Well, the Bird’s Eye View Film Festival is over for another year. In the seven years it has been running, little has changed in the UK for female filmmakers. In 2006, a survey carried out by the UK Film Council showed that just 12 per cent of British films were written by women.
In response, in 2010 Bird’s Eye View and the Script Factory started She Writes, a year-long programme aimed specifically at women screenwriters. I went along to a showcase at Bafta where the selected writers were presented to an audience.
One project, Saint Joan by Grace Banks and Kate Bingham, was selected for a performed reading. I wish I could say I was impressed. Despite an impressive cast that included Celia Imrie and Paula Dixon and a promising subject matter, the project didn’t work and here’s why: it wasn’t a movie. Saint Joan would make a lovely play for BBC Radio 4, but as a film, it failed. As someone who has lived and studied in America, I see British filmmakers make the same mistakes time and time again. It may seem like a Hollywood cliché but when William Goldman famously said that “screenplay is structure”, he was right on the money.
Too many British filmmakers don’t seem to understand the language of cinema and that a script is actually a blueprint for a movie.
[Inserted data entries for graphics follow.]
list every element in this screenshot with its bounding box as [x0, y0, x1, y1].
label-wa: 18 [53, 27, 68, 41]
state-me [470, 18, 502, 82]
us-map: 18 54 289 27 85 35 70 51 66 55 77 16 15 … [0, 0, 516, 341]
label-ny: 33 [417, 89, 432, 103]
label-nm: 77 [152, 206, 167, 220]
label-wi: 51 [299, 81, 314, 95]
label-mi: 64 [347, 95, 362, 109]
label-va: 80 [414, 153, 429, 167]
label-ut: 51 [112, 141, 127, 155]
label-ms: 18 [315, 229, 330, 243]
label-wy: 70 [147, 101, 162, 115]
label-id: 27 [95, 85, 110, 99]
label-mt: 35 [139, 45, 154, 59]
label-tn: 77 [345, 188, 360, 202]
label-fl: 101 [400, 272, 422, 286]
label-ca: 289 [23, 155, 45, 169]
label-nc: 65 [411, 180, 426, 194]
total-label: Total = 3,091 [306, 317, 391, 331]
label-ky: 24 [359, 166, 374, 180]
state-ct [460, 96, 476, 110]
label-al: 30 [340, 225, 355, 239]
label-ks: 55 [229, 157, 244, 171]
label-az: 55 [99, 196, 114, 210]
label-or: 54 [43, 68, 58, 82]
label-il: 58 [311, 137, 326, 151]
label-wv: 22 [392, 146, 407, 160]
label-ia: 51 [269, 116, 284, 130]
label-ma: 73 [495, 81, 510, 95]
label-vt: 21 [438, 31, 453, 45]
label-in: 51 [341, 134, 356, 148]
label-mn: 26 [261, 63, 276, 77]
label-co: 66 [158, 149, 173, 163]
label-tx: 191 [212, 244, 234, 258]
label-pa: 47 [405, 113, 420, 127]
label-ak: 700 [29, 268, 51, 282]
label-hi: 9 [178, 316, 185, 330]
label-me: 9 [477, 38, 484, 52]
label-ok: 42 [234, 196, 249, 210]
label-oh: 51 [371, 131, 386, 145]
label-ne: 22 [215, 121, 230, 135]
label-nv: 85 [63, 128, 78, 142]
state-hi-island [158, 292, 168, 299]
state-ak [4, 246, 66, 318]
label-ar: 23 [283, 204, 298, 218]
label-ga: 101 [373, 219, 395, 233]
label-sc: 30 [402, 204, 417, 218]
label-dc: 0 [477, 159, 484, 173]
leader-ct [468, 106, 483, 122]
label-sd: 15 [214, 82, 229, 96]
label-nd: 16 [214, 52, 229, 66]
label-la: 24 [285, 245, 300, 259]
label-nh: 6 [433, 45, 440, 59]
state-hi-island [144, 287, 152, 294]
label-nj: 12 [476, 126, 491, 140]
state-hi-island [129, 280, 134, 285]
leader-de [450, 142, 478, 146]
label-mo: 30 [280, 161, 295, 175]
Now the Film Council is no more. If the council was guilty of one thing, it was this: too much attention was given to the writer-director. There didn’t seem to be the understanding that there just isn’t the training or opportunities any more for these hyphenates. Danny Boyle served many years as a jobbing writer on Inspector Morse before even picking up a camera. These days few if any get the kind of opportunities afforded to the likes of Stephen Frears and Anthony Minghella when they were starting out.
In filmmaking, everything begins and ends with the writer. As the old Hollywood adage goes, “if it ain’t on the page, it ain’t on the screen”. It’s time to restore the writer to her rightful place.